Any way you want to cut it, Wichita native Kirstie Alley is still a nice looking lady at 60.
OK, she may have made some career wrong turns over the years since she co-starred in “Runaway” with Tom Selleck and Gene Simmons in 1984, or since she was on “Cheers.”
There was that Amish movie with Tim Allen and, OK, several others. Still, she has had an entertaining career and she should be proud of the work she did on this season’s TV dancing show.
She didn’t win, but she hung in there to the last and that is more than many of us who are younger — if not all that MUCH younger — could ever do.
And now she has done something even more redeeming, even more impressive.
She has renounced “reality TV,” which is, as everyone with a brain knows, certainly not “reality.”
She announced she’s turned her back on the phoney drama, the imagined tension, the orchestrated mendacity that Americans continue to lap up and that TV moguls love for its paucity.
While Alley announced that she is “re-inspired” to forge back into her acting career, she also said that, after nabbing the second place spot Tuesday, reality TV isn’t really inspiring for her.
It’s a good move.
It would be a better move if more Americans could get the point and make the same decision, but nevertheless, it’s a good move for the actress.

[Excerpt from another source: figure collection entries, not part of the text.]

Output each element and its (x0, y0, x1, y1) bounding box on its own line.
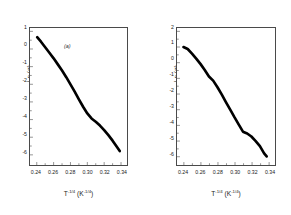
x-axis-title-exp1: -1/4 (215, 189, 222, 194)
x-axis-title-unit: (K (75, 190, 83, 197)
x-axis-title-close: ) (91, 190, 93, 197)
y-tick-label: -6 (156, 152, 174, 157)
x-axis-title-exp2: -1/4 (231, 189, 238, 194)
left-plot-frame (29, 27, 128, 166)
right-y-tick-labels: 2 1 0 -1 -2 -3 -4 -5 -6 (155, 27, 174, 166)
y-tick-label: 1 (156, 40, 174, 45)
left-plot-svg (30, 28, 127, 165)
y-tick-label: -4 (9, 114, 27, 119)
y-tick-label: 0 (156, 56, 174, 61)
y-tick-label: 0 (9, 42, 27, 47)
x-tick-label: 0.34 (110, 170, 134, 175)
right-x-ticks (184, 162, 269, 165)
left-y-ticks (30, 31, 33, 154)
right-x-tick-labels: 0.24 0.26 0.28 0.30 0.32 0.34 (176, 170, 276, 180)
right-data-curve (183, 47, 266, 156)
y-tick-label: -1 (9, 60, 27, 65)
right-y-ticks (177, 31, 180, 156)
figure-container: Ln (σ) 1 0 -1 -2 -3 -4 -5 -6 (0, 0, 291, 215)
right-x-axis-title: T-1/4 (K-1/4) (176, 189, 276, 197)
y-tick-label: 2 (156, 25, 174, 30)
y-tick-label: -2 (156, 88, 174, 93)
x-axis-title-unit: (K (223, 190, 231, 197)
x-axis-title-exp2: -1/4 (84, 189, 91, 194)
left-panel: Ln (σ) 1 0 -1 -2 -3 -4 -5 -6 (0, 0, 145, 215)
left-panel-annotation: (a) (64, 43, 71, 49)
y-tick-label: 1 (9, 25, 27, 30)
left-x-ticks (37, 162, 121, 165)
y-tick-label: -5 (156, 136, 174, 141)
y-tick-label: -6 (9, 150, 27, 155)
y-tick-label: -4 (156, 120, 174, 125)
y-tick-label: -5 (9, 132, 27, 137)
left-data-curve (37, 37, 120, 151)
left-x-tick-labels: 0.24 0.26 0.28 0.30 0.32 0.34 (29, 170, 128, 180)
y-tick-label: -1 (156, 72, 174, 77)
y-tick-label: -3 (9, 96, 27, 101)
x-axis-title-close: ) (239, 190, 241, 197)
y-tick-label: -3 (156, 104, 174, 109)
x-tick-label: 0.34 (258, 170, 282, 175)
left-y-tick-labels: 1 0 -1 -2 -3 -4 -5 -6 (8, 27, 27, 166)
right-plot-frame (176, 27, 276, 166)
right-plot-svg (177, 28, 275, 165)
right-panel: Ln (σ) 2 1 0 -1 -2 -3 -4 -5 -6 (145, 0, 291, 215)
y-tick-label: -2 (9, 78, 27, 83)
left-x-axis-title: T-1/4 (K-1/4) (29, 189, 128, 197)
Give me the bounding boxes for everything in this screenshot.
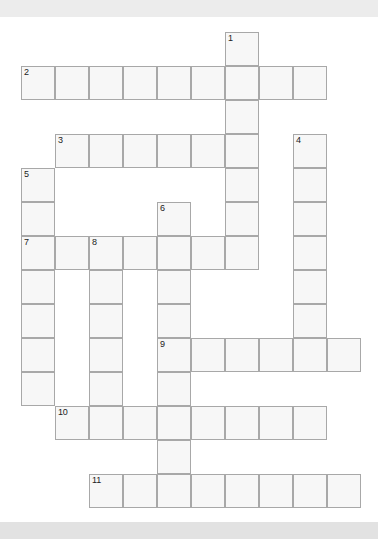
crossword-cell[interactable] [21,372,55,406]
cell-number: 5 [24,169,29,180]
crossword-cell[interactable] [259,406,293,440]
crossword-cell[interactable] [21,304,55,338]
crossword-cell[interactable] [293,236,327,270]
crossword-cell[interactable] [293,202,327,236]
crossword-cell[interactable] [191,236,225,270]
crossword-cell-numbered-2[interactable]: 2 [21,66,55,100]
crossword-cell-numbered-6[interactable]: 6 [157,202,191,236]
crossword-cell[interactable] [225,168,259,202]
crossword-cell[interactable] [55,66,89,100]
crossword-cell[interactable] [259,66,293,100]
crossword-cell[interactable] [327,474,361,508]
cell-number: 2 [24,67,29,78]
crossword-cell-numbered-9[interactable]: 9 [157,338,191,372]
crossword-cell[interactable] [293,66,327,100]
cell-number: 10 [58,407,68,418]
crossword-cell-numbered-4[interactable]: 4 [293,134,327,168]
crossword-cell[interactable] [293,474,327,508]
crossword-cell[interactable] [89,304,123,338]
crossword-puzzle-area: 1234567891011 [0,17,378,522]
crossword-cell-numbered-8[interactable]: 8 [89,236,123,270]
crossword-cell[interactable] [293,270,327,304]
crossword-cell[interactable] [327,338,361,372]
crossword-cell[interactable] [89,134,123,168]
crossword-cell[interactable] [55,236,89,270]
cell-number: 8 [92,237,97,248]
crossword-cell[interactable] [157,134,191,168]
crossword-cell[interactable] [89,338,123,372]
crossword-cell[interactable] [191,338,225,372]
crossword-cell[interactable] [293,304,327,338]
cell-number: 11 [92,475,101,486]
crossword-cell[interactable] [225,66,259,100]
crossword-cell[interactable] [157,66,191,100]
cell-number: 3 [58,135,63,146]
crossword-cell[interactable] [225,100,259,134]
crossword-cell[interactable] [157,474,191,508]
crossword-cell[interactable] [191,474,225,508]
crossword-cell[interactable] [191,406,225,440]
crossword-cell[interactable] [123,236,157,270]
crossword-cell[interactable] [293,338,327,372]
crossword-cell[interactable] [225,236,259,270]
crossword-cell[interactable] [123,406,157,440]
crossword-cell[interactable] [259,474,293,508]
crossword-cell[interactable] [225,474,259,508]
crossword-cell[interactable] [89,66,123,100]
crossword-cell[interactable] [225,338,259,372]
crossword-cell[interactable] [225,406,259,440]
crossword-cell-numbered-7[interactable]: 7 [21,236,55,270]
crossword-cell[interactable] [293,406,327,440]
crossword-cell[interactable] [157,440,191,474]
crossword-cell[interactable] [293,168,327,202]
crossword-cell-numbered-1[interactable]: 1 [225,32,259,66]
cell-number: 9 [160,339,165,350]
cell-number: 1 [228,33,233,44]
top-banner [0,0,378,17]
crossword-cell[interactable] [157,236,191,270]
crossword-cell-numbered-5[interactable]: 5 [21,168,55,202]
crossword-cell[interactable] [157,304,191,338]
crossword-cell[interactable] [191,66,225,100]
crossword-cell-numbered-3[interactable]: 3 [55,134,89,168]
crossword-cell[interactable] [225,202,259,236]
crossword-cell[interactable] [123,134,157,168]
crossword-cell[interactable] [89,372,123,406]
crossword-cell[interactable] [21,270,55,304]
crossword-cell[interactable] [123,474,157,508]
cell-number: 7 [24,237,29,248]
crossword-cell[interactable] [157,270,191,304]
cell-number: 4 [296,135,301,146]
crossword-grid[interactable]: 1234567891011 [0,17,378,522]
crossword-cell[interactable] [225,134,259,168]
crossword-cell[interactable] [21,202,55,236]
bottom-banner [0,522,378,539]
crossword-cell[interactable] [259,338,293,372]
crossword-cell[interactable] [123,66,157,100]
crossword-cell[interactable] [157,406,191,440]
crossword-cell[interactable] [157,372,191,406]
cell-number: 6 [160,203,165,214]
crossword-cell[interactable] [89,406,123,440]
crossword-cell[interactable] [89,270,123,304]
crossword-cell-numbered-10[interactable]: 10 [55,406,89,440]
crossword-cell[interactable] [21,338,55,372]
crossword-cell[interactable] [191,134,225,168]
crossword-cell-numbered-11[interactable]: 11 [89,474,123,508]
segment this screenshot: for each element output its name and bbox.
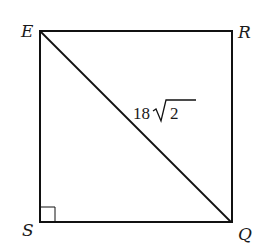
vertex-label-Q: Q: [238, 224, 252, 244]
diagonal-EQ: [40, 31, 231, 222]
vertex-label-R: R: [237, 22, 251, 42]
square-diagram: E R S Q 18 2: [0, 0, 267, 247]
right-angle-marker: [40, 207, 55, 222]
radicand: 2: [170, 104, 179, 123]
vertex-label-S: S: [22, 220, 34, 240]
vertex-label-E: E: [20, 21, 34, 41]
length-coefficient: 18: [133, 104, 150, 123]
diagonal-length-label: 18 2: [133, 100, 196, 123]
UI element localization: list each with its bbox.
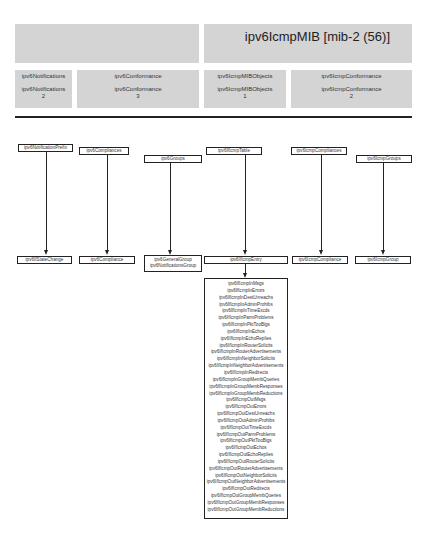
connector-line [383, 163, 384, 252]
cell-label: ipv6Notifications [15, 73, 72, 80]
list-item[interactable]: ipv6IfIcmpInTimeExcds [205, 308, 287, 315]
list-item[interactable]: ipv6IfIcmpInEchoReplies [205, 336, 287, 343]
connector-line [46, 152, 47, 252]
node-ipv6-if-icmp-entry[interactable]: ipv6IfIcmpEntry [204, 256, 288, 264]
list-item[interactable]: ipv6IfIcmpOutRouterSolicits [205, 459, 287, 466]
list-item[interactable]: ipv6IfIcmpInGroupMembQueries [205, 377, 287, 384]
cell-number: 2 [42, 93, 45, 99]
header-cell-ipv6-conformance[interactable]: ipv6Conformance ipv6Conformance 3 [77, 70, 199, 108]
node-ipv6-groups[interactable]: ipv6Groups [144, 155, 202, 163]
connector-line [321, 155, 322, 252]
cell-label: ipv6Conformance [77, 73, 199, 80]
list-item[interactable]: ipv6IfIcmpOutPktTooBigs [205, 438, 287, 445]
arrow-down-icon [243, 250, 247, 255]
arrow-down-icon [105, 250, 109, 255]
list-item[interactable]: ipv6IfIcmpInPktTooBigs [205, 322, 287, 329]
node-ipv6-icmp-compliances[interactable]: ipv6IcmpCompliances [291, 147, 347, 155]
arrow-down-icon [319, 250, 323, 255]
list-item[interactable]: ipv6IfIcmpInDestUnreachs [205, 295, 287, 302]
list-item[interactable]: ipv6IfIcmpOutDestUnreachs [205, 411, 287, 418]
list-item[interactable]: ipv6IfIcmpInGroupMembResponses [205, 384, 287, 391]
node-ipv6-notification-prefix[interactable]: ipv6NotificationPrefix [18, 144, 73, 152]
list-item[interactable]: ipv6IfIcmpInNeighborAdvertisements [205, 363, 287, 370]
node-ipv6-icmp-compliance[interactable]: ipv6IcmpCompliance [292, 256, 348, 264]
list-item[interactable]: ipv6IfIcmpOutTimeExcds [205, 425, 287, 432]
cell-sub-label: ipv6IcmpMIBObjects [204, 86, 286, 93]
connector-line [170, 163, 171, 252]
list-item[interactable]: ipv6IfIcmpOutRouterAdvertisements [205, 466, 287, 473]
list-item[interactable]: ipv6IfIcmpOutMsgs [205, 397, 287, 404]
list-item[interactable]: ipv6IfIcmpInParmProblems [205, 315, 287, 322]
list-item[interactable]: ipv6IfIcmpInRouterSolicits [205, 343, 287, 350]
list-item[interactable]: ipv6IfIcmpOutNeighborAdvertisements [205, 479, 287, 486]
list-item[interactable]: ipv6IfIcmpInAdminProhibs [205, 302, 287, 309]
list-item[interactable]: ipv6IfIcmpOutEchos [205, 445, 287, 452]
node-ipv6-notifications-group[interactable]: ipv6NotificationsGroup [145, 263, 201, 269]
list-item[interactable]: ipv6IfIcmpOutEchoReplies [205, 452, 287, 459]
cell-number: 2 [350, 93, 353, 99]
connector-line [245, 155, 246, 252]
node-ipv6-compliances[interactable]: ipv6Compliances [79, 147, 129, 155]
list-item[interactable]: ipv6IfIcmpInRouterAdvertisements [205, 349, 287, 356]
header-divider [15, 116, 412, 118]
list-item[interactable]: ipv6IfIcmpOutErrors [205, 404, 287, 411]
list-item[interactable]: ipv6IfIcmpOutAdminProhibs [205, 418, 287, 425]
header-cell-ipv6-icmp-mib-objects[interactable]: ipv6IcmpMIBObjects ipv6IcmpMIBObjects 1 [204, 70, 286, 108]
node-ipv6-if-icmp-table[interactable]: ipv6IfIcmpTable [206, 147, 262, 155]
node-ipv6-if-state-change[interactable]: ipv6IfStateChange [17, 256, 72, 264]
cell-number: 3 [136, 93, 139, 99]
list-item[interactable]: ipv6IfIcmpInEchos [205, 329, 287, 336]
list-item[interactable]: ipv6IfIcmpInMsgs [205, 281, 287, 288]
list-item[interactable]: ipv6IfIcmpOutGroupMembReductions [205, 507, 287, 514]
cell-sub-label: ipv6IcmpConformance [291, 86, 412, 93]
list-item[interactable]: ipv6IfIcmpOutNeighborSolicits [205, 473, 287, 480]
node-ipv6-icmp-groups[interactable]: ipv6IcmpGroups [356, 155, 412, 163]
arrow-down-icon [44, 250, 48, 255]
connector-line [107, 155, 108, 252]
list-item[interactable]: ipv6IfIcmpOutGroupMembQueries [205, 493, 287, 500]
entry-columns-list: ipv6IfIcmpInMsgs ipv6IfIcmpInErrors ipv6… [204, 278, 288, 519]
header-left-block [15, 24, 199, 63]
cell-sub-label: ipv6Notifications [15, 86, 72, 93]
list-item[interactable]: ipv6IfIcmpInRedirects [205, 370, 287, 377]
list-item[interactable]: ipv6IfIcmpOutParmProblems [205, 432, 287, 439]
list-item[interactable]: ipv6IfIcmpInErrors [205, 288, 287, 295]
header-cell-ipv6-icmp-conformance[interactable]: ipv6IcmpConformance ipv6IcmpConformance … [291, 70, 412, 108]
mib-title: ipv6IcmpMIB [mib-2 (56)] [204, 24, 412, 63]
list-item[interactable]: ipv6IfIcmpInGroupMembReductions [205, 391, 287, 398]
cell-number: 1 [243, 93, 246, 99]
arrow-down-icon [381, 250, 385, 255]
cell-label: ipv6IcmpMIBObjects [204, 73, 286, 80]
node-ipv6-icmp-group[interactable]: ipv6IcmpGroup [355, 256, 411, 264]
list-item[interactable]: ipv6IfIcmpOutGroupMembResponses [205, 500, 287, 507]
list-item[interactable]: ipv6IfIcmpOutRedirects [205, 486, 287, 493]
node-ipv6-compliance[interactable]: ipv6Compliance [79, 256, 135, 264]
cell-sub-label: ipv6Conformance [77, 86, 199, 93]
header-cell-ipv6-notifications[interactable]: ipv6Notifications ipv6Notifications 2 [15, 70, 72, 108]
node-ipv6-groups-members[interactable]: ipv6GeneralGroup ipv6NotificationsGroup [144, 255, 202, 272]
list-item[interactable]: ipv6IfIcmpInNeighborSolicits [205, 356, 287, 363]
cell-label: ipv6IcmpConformance [291, 73, 412, 80]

True, there is nothing wrong with entertainment, within reason.
But it is time, America, to turn off the tube.
Read a book. Watch a classic film. Take a walk. Go to the theater — live or film. Attend church. Join a service organization. Build a model. Learn an instrument.
It is time for America to stop staring at the programming and take responsibility for our own minds, again.
Kirstie Alley certainly has plenty of roles to play in her future. And you can count on one thing — she will NOT prepare for them by staring at the tube.